10/10
"The path that bore into your head,behind your ears,the sudden attacks of fever,those bouts of sadness,that made you hide like a beast in a hole."
19 August 2016
Warning: Spoilers
Nearing the end of my French viewing marathon,I realised that I have never seen a film from one of the most legendary French directors: Jean Renoir. Looking at Renoir DVDs on Amazon,I found out that Fritz Lang's Film Noir Human Desire (which I own,but have yet to see) was a remake of a Renoir (who has "Noir" in his name!) movie,which led to me getting set for my first Renoir viewing.

View on the film:

Starring in the first of his two Film Noirs to get remade in the US, (the other being the soon to be banned Le Jour se Leve,remade as The Long Night) Jean Gabin gives a towering,simmering with anger Film Noir loner performance as Jacques Lantier. Covered with coal from the train,Gabin coils Lantier tightly up and keeps an intense evil under the surface aura bubbling away,which Gabin gradually cracks to cover the coal in blood.

Looking like one of the cat people whose got the cream,the sexy Simone Simon give a seductive performance as Femme Fatale Séverine Roubaud. Catching the stray light in her black coat,Simon brilliantly digs her nails into the psychological trauma of Roubaud,whose delicious,double crossing Femme Fatale sting Simon gracefully carries with an air of impending doom.

Caught between Lantier and Séverine, (plus a Jacques Becker cameo) Fernand Ledoux gives a hard-nosed performance as Mr. Roubaud,whose restless use of force to get his way,Ledoux wonderfully turns into Roubaud seeing the Film Noir darkness in a watch.

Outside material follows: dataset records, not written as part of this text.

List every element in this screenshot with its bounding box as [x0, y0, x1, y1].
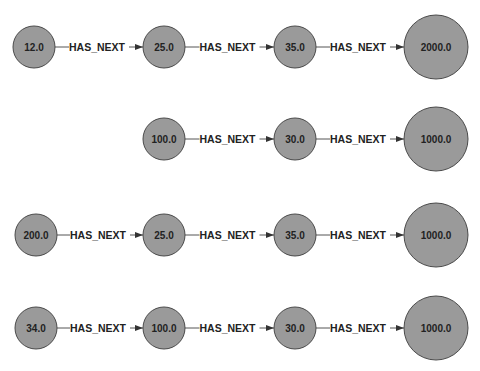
- node-label: 35.0: [285, 42, 305, 53]
- edge-has-next[interactable]: HAS_NEXT: [316, 132, 404, 146]
- edge-has-next[interactable]: HAS_NEXT: [316, 321, 404, 335]
- edge-label: HAS_NEXT: [199, 133, 256, 145]
- graph-node[interactable]: 34.0: [15, 307, 57, 349]
- node-label: 1000.0: [421, 230, 452, 241]
- node-label: 30.0: [285, 323, 305, 334]
- node-label: 2000.0: [421, 42, 452, 53]
- graph-node[interactable]: 35.0: [274, 26, 316, 68]
- node-label: 30.0: [285, 134, 305, 145]
- edge-has-next[interactable]: HAS_NEXT: [55, 40, 143, 54]
- chain-row: HAS_NEXTHAS_NEXTHAS_NEXT12.025.035.02000…: [13, 15, 468, 79]
- graph-node[interactable]: 1000.0: [404, 203, 468, 267]
- node-label: 1000.0: [421, 323, 452, 334]
- node-label: 100.0: [151, 323, 176, 334]
- edge-label: HAS_NEXT: [330, 229, 387, 241]
- graph-node[interactable]: 2000.0: [404, 15, 468, 79]
- graph-node[interactable]: 100.0: [143, 118, 185, 160]
- graph-canvas: HAS_NEXTHAS_NEXTHAS_NEXT12.025.035.02000…: [0, 0, 480, 371]
- node-label: 1000.0: [421, 134, 452, 145]
- edge-has-next[interactable]: HAS_NEXT: [185, 321, 274, 335]
- edge-label: HAS_NEXT: [69, 41, 126, 53]
- node-label: 34.0: [26, 323, 46, 334]
- chain-row: HAS_NEXTHAS_NEXT100.030.01000.0: [143, 107, 468, 171]
- edge-label: HAS_NEXT: [330, 133, 387, 145]
- edge-label: HAS_NEXT: [70, 322, 127, 334]
- graph-node[interactable]: 100.0: [143, 307, 185, 349]
- graph-node[interactable]: 25.0: [143, 26, 185, 68]
- node-label: 25.0: [154, 42, 174, 53]
- graph-node[interactable]: 35.0: [274, 214, 316, 256]
- node-label: 100.0: [151, 134, 176, 145]
- edge-has-next[interactable]: HAS_NEXT: [185, 228, 274, 242]
- chains-layer: HAS_NEXTHAS_NEXTHAS_NEXT12.025.035.02000…: [13, 15, 468, 360]
- graph-node[interactable]: 1000.0: [404, 296, 468, 360]
- chain-row: HAS_NEXTHAS_NEXTHAS_NEXT34.0100.030.0100…: [15, 296, 468, 360]
- edge-label: HAS_NEXT: [199, 229, 256, 241]
- edge-label: HAS_NEXT: [199, 41, 256, 53]
- graph-node[interactable]: 30.0: [274, 307, 316, 349]
- graph-node[interactable]: 200.0: [15, 214, 57, 256]
- edge-label: HAS_NEXT: [70, 229, 127, 241]
- edge-label: HAS_NEXT: [330, 41, 387, 53]
- edge-label: HAS_NEXT: [199, 322, 256, 334]
- graph-node[interactable]: 1000.0: [404, 107, 468, 171]
- graph-node[interactable]: 12.0: [13, 26, 55, 68]
- chain-row: HAS_NEXTHAS_NEXTHAS_NEXT200.025.035.0100…: [15, 203, 468, 267]
- edge-has-next[interactable]: HAS_NEXT: [316, 40, 404, 54]
- edge-has-next[interactable]: HAS_NEXT: [185, 40, 274, 54]
- node-label: 200.0: [23, 230, 48, 241]
- edge-has-next[interactable]: HAS_NEXT: [185, 132, 274, 146]
- node-label: 35.0: [285, 230, 305, 241]
- node-label: 12.0: [24, 42, 44, 53]
- graph-node[interactable]: 30.0: [274, 118, 316, 160]
- edge-label: HAS_NEXT: [330, 322, 387, 334]
- node-label: 25.0: [154, 230, 174, 241]
- edge-has-next[interactable]: HAS_NEXT: [57, 321, 143, 335]
- edge-has-next[interactable]: HAS_NEXT: [57, 228, 143, 242]
- edge-has-next[interactable]: HAS_NEXT: [316, 228, 404, 242]
- graph-node[interactable]: 25.0: [143, 214, 185, 256]
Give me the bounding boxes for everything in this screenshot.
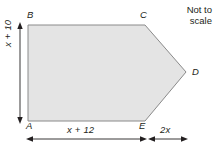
dimension-label-point-width: 2x — [160, 124, 170, 135]
not-to-scale-note: Not to scale — [158, 4, 212, 26]
dimension-bottom-base — [26, 136, 147, 141]
dimension-left-height — [17, 22, 22, 124]
vertex-label-B: B — [27, 9, 33, 20]
dimension-label-base: x + 12 — [67, 124, 94, 135]
not-to-scale-line-1: Not to — [158, 4, 212, 15]
dimension-bottom-point — [148, 136, 188, 141]
dimension-label-height: x + 10 — [2, 20, 13, 47]
vertex-label-A: A — [26, 120, 32, 131]
vertex-label-E: E — [139, 120, 145, 131]
pentagon-shape — [28, 25, 186, 121]
vertex-label-D: D — [192, 66, 199, 77]
not-to-scale-line-2: scale — [158, 15, 212, 26]
vertex-label-C: C — [140, 9, 147, 20]
figure-canvas: B C D A E x + 10 x + 12 2x Not to scale — [0, 0, 214, 149]
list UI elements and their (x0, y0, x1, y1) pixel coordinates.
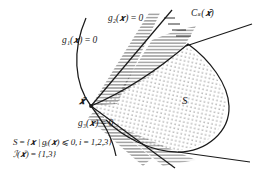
label-point-xbar: 𝒙̄ (79, 97, 85, 107)
label-set-definition: S = {𝒙 | gᵢ(𝒙) ⩽ 0, i = 1,2,3} (13, 138, 112, 147)
label-g2: g₂(𝒙) = 0 (108, 14, 143, 24)
ray-upper (186, 24, 252, 46)
constraint-set-figure: g₂(𝒙) = 0 g₁(𝒙) = 0 g₃(𝒙) = 0 Cₛ(𝒙̄) S 𝒙… (0, 0, 260, 172)
label-g1: g₁(𝒙) = 0 (62, 36, 97, 46)
label-active-set: ℐ(𝒙̄) = {1,3} (13, 150, 56, 159)
label-region-S: S (182, 95, 188, 107)
label-cone: Cₛ(𝒙̄) (191, 9, 214, 19)
point-xbar-marker (89, 104, 93, 108)
label-g3: g₃(𝒙) = 0 (78, 119, 113, 129)
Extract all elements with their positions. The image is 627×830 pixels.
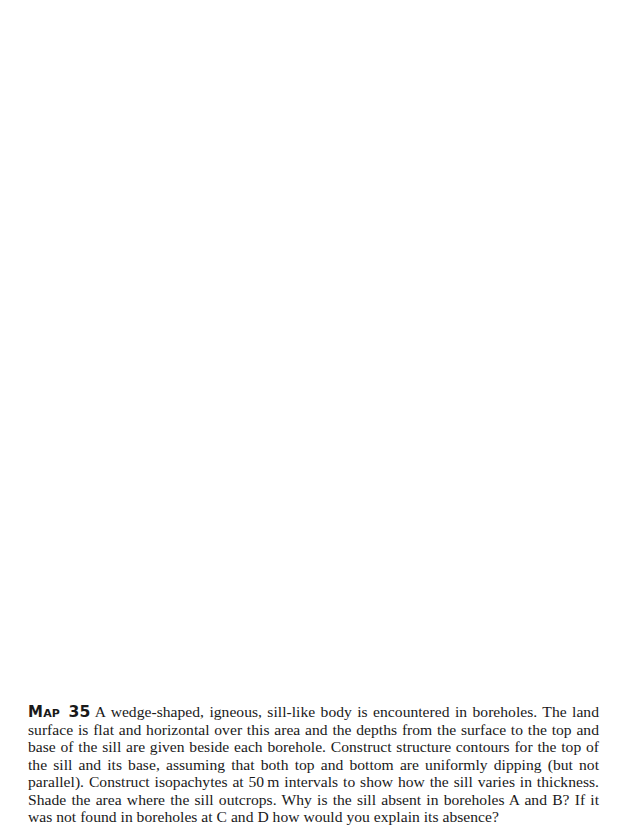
caption-label: Map	[28, 703, 60, 721]
caption-text: A wedge-shaped, igneous, sill-like body …	[28, 703, 599, 825]
document-page: Map 35 A wedge-shaped, igneous, sill-lik…	[0, 0, 627, 830]
map-placeholder-area	[0, 0, 627, 680]
map-caption: Map 35 A wedge-shaped, igneous, sill-lik…	[28, 703, 599, 826]
caption-number: 35	[69, 703, 91, 721]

Putting Émile Zola's 1890 novel on Film Noir tracks,the screenplay by co-star/co-writer (along with Denise Leblond) /director Jean Renoir places Séverine so tantalisingly close to Lantier that his Noir desires reveal themselves in the rawest form possible.

Hitting the acts of violence with a blunt force,the writers superbly opens up the brittle veins of the Roubaud's and Lantier,where every suspicion Lantier gains on the mystery of the murder,brings the viper charms of Lantier and Séverine burning across the screen.

Rubbing the charcoal pessimism on Lantier's face,director Renoir & cinematographer Curt Courant give their doom-laded train ride an extraordinary, reflective Film Noir atmosphere,by turning the camera to look at the mirrors of poisonous human desire seeping out of the seams.

Entwining Lantier and Séverine in an ultra-stylised Noir embrace,Renoir drives the title with a magnificent Film Noir atmosphere, threading the fractured romance between the Roubaud's and Lantier with merciless lines of shadows uncovering Lantier's human desire.